Thursday, June 18, 2009

Johnny B. Goode

Work is getting way harder. For the past week, Griffin and I have been cleaning cooling towers. Cooling towers look like huge, upside-down trapezoid. On the top are massive industrial fans that spin counter-clockwise to create suction through the diagonal sides, which are made of wood planks to funnel the air to the bottom, which is the "cooling" part of "cooling tower." Now, these planks hadn't been cleaned in many, many years. Decades, really. The air is so salt- and mineral-laden that the planks are crusted at least an inch thick. The planks are lined up in ten columns of fourteen. That 140 planks, with anywhere from 1 to 3 inches of salt/mud/algea on them. Now, to encore my second sentence, Griffin and I have been cleaning cooling towers.


It takes about 8 hours to clean 1 side (each tower has 2). Most of the towers are elevated a bit, so the top plank is about 15 ft in the air. The bottom plank is usually about 2 ft off the ground. Right now, you're saying "Now Joe, your blog is at best a mildly-entertaining way to pass the time between the no-activity-zone on Facebook and sleep. Now, you're boring me with this useless information on the height of cooling planks. What's the deal?" Here's the deal. Half of the planks are either head-level or higher, which means Griffin and I spend a fair amount of time each day with our arms over our head, expending enormous amounts of energy from muscles neither us really have while trying to clean these stupid blocks of wood. We generally work for 15 min, stop and complain about how hard the work is, walk around and check our equipment, go fiddle with something that doesn't really need to be fiddled with, stare off into the distance, and then get back to scraping. We also add a few minutes to the beginning and end of each break (there are 3). 


During one extended break, we were chatting with a friend of ours named Johnny. Johnny aka "Skinny," has been at CNR in the bagging department for 7 years. He is truly the nicest, most engaging guy we have met here. He is loud, tall, and black as the night. If you ever hang with Griffin, ask him to do the Skinny laugh; he is quite good at it. 


Skinny has the gift of gab, so before long Griffin and I were treated to the story of his life. For your sake, I'll start 7 years ago when he started as a temp for CNR, making $7/hour, 7 days a week (he reiterated this several times, plus I had heard it 3 times before. From him.). He had just started dating a white girl (HE specified, I'm just the messenger here...), and they moved in together. He worked as a temp for 5 years, until one fate-filled New Year's Eve party at his house. The cops had received a tip that a drug deal was going down, so the PCed the place ("plainclothsed") with some recording equipment. Looooooooooooooooooooong story short, Skinny got pinned with drug trafficking and thrown in jail. He stayed in jail for 8 months, and turned down a ten-year plea bargain. This got him on trial, and the city was shooting for 99 years. Right as it is about to go to trial, they caught the actual perp (a Mexican) and Johnny was released. He sued the city, won a CRAP ton of money, and then his girlfriend (who was now his common-law wife) broke up with him and took all his stuff. Now she is suing him for "her half" of the settlement. This happened about 2 weeks ago.


I asked my dad about this whole fiasco, and he said that while Johnny was in jail, he never complained once. He did his chores told his jokes, and never made a fuss. He lost over $35,000 in the "divorce," as well as two cars and his house. I asked him how he kept smiling through everything, and he pounded his chest twice, threw up the peace sign, pointed up and said, "The Man upstairs lookin' out for ol' Skinny." He then preceded to tell me about his 80/20 rule (live on 80%, tithe 10%, and save 10%) and how God promised him 70x7. However, he had "not been  humble," so God was disappointed in him, and he was showing him how to "get back to humility." He then told about how ho loved his job, this company, and all his co-workers. He puts everything he had into his job because he knows where he came from and he appreciates the "meaningful things in [his] life."


We didn't take anymore breaks, and we finished 1 1/2 towers today.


Filter these entries down to lines holding "Less".

# # # # # # #

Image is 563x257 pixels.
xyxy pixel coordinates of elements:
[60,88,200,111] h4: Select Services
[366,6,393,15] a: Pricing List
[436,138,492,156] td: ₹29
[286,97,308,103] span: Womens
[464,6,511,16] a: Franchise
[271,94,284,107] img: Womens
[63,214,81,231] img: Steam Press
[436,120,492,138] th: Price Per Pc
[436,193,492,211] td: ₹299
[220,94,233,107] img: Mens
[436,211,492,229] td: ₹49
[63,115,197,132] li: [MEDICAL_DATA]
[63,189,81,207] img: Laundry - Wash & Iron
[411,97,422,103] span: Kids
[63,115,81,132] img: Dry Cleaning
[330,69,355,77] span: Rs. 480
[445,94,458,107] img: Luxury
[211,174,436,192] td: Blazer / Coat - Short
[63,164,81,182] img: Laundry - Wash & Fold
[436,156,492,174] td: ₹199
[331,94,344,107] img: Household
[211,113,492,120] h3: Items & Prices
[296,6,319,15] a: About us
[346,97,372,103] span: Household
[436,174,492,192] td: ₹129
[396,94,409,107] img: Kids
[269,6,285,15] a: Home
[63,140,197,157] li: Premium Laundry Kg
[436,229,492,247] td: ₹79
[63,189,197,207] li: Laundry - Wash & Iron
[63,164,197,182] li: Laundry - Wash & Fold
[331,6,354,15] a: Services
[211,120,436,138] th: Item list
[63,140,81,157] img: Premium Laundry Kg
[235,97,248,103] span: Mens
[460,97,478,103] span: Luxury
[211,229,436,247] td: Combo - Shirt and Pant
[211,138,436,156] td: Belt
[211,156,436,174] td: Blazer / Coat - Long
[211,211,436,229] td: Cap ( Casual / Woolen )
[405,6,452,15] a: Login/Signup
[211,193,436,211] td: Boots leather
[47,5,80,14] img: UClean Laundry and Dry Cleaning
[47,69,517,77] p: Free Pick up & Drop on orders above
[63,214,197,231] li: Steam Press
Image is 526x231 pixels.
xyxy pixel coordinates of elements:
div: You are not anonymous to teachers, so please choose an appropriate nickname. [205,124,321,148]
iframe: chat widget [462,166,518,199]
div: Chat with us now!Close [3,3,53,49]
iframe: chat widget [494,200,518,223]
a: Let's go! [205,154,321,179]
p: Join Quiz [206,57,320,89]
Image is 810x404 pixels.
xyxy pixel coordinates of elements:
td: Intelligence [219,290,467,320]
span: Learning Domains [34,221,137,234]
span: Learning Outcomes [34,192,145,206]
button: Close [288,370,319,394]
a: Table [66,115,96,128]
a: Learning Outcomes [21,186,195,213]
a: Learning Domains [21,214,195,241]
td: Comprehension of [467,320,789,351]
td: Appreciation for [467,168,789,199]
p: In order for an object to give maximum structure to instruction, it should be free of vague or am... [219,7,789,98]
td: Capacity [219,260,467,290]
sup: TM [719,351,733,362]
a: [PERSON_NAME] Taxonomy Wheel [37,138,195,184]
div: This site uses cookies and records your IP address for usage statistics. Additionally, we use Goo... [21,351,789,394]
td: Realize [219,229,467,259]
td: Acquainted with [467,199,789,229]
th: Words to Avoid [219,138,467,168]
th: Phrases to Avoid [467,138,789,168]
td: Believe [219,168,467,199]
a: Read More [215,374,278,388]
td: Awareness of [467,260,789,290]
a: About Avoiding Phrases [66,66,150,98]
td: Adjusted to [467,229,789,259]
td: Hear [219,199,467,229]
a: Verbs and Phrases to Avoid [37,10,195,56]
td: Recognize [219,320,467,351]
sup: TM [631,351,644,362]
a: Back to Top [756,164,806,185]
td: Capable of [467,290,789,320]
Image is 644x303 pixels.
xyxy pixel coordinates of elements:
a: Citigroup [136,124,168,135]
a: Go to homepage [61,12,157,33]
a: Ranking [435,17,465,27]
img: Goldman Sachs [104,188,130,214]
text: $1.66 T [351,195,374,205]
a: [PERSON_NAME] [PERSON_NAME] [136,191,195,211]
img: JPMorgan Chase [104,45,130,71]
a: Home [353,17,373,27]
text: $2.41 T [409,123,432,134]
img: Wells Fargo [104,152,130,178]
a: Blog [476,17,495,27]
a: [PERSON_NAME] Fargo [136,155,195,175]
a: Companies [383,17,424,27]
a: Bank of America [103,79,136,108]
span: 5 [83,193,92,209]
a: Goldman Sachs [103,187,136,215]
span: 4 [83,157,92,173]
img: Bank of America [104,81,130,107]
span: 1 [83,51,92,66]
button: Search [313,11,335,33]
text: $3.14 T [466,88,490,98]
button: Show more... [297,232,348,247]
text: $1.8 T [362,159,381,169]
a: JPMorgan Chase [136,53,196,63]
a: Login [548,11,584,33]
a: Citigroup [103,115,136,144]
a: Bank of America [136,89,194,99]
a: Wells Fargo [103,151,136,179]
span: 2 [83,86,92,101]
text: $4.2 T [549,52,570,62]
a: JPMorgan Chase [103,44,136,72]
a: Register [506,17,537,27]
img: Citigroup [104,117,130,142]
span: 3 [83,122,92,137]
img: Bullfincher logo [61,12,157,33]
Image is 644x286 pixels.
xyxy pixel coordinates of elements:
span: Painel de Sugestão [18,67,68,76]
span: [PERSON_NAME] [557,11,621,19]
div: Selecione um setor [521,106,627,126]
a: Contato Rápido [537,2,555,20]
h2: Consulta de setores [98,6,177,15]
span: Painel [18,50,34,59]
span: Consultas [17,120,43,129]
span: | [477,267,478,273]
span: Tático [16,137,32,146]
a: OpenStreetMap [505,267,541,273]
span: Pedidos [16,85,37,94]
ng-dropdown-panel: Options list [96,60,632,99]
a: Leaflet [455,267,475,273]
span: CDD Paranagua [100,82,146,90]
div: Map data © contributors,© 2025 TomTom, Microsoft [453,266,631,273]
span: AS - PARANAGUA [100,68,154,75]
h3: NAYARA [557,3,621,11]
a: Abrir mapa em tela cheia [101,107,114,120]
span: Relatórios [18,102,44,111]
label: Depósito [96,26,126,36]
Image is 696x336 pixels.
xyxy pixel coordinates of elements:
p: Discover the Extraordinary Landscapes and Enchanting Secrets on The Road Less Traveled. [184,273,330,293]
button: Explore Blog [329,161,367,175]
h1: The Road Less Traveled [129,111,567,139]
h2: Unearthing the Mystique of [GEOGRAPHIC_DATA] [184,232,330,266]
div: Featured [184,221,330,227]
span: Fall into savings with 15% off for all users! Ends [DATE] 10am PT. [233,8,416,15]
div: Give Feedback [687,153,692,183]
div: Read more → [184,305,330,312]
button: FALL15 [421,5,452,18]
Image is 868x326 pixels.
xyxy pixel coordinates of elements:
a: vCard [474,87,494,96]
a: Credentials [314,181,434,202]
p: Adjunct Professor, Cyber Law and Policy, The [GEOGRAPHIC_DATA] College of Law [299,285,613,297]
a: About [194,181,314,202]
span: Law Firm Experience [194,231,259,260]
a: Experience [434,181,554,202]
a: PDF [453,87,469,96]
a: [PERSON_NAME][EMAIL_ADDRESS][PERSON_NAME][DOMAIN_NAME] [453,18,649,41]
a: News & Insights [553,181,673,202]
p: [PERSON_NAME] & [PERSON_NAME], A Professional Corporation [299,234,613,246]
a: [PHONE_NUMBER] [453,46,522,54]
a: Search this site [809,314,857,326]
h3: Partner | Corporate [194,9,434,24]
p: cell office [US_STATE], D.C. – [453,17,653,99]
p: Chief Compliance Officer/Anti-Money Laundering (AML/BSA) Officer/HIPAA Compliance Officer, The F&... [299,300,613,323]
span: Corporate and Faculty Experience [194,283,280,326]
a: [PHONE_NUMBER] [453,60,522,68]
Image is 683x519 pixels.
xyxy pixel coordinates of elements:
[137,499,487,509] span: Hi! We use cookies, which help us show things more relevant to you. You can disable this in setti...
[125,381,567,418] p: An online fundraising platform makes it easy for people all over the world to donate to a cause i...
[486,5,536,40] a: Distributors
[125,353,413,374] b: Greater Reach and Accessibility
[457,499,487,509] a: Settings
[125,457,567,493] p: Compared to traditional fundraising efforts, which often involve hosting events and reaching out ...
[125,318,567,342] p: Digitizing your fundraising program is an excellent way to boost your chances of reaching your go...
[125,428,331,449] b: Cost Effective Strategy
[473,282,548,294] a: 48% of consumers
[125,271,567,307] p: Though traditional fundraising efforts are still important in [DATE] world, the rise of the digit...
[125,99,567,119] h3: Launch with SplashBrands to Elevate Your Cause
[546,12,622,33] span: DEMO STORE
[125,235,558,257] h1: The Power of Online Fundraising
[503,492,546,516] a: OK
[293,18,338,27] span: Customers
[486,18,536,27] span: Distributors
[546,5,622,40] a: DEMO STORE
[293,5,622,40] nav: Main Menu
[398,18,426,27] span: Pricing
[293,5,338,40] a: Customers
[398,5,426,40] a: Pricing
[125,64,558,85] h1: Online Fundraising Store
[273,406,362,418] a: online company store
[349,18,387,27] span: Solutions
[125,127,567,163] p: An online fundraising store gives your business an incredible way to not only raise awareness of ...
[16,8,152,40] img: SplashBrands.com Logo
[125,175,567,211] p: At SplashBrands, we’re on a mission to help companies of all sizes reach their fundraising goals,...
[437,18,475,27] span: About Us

# # # # # # #

▸ **Final answer**
p: Discover the Extraordinary Landscapes and Enchanting Secrets on The Road Less Traveled. [184,273,330,293]
h1: The Road Less Traveled [129,111,567,139]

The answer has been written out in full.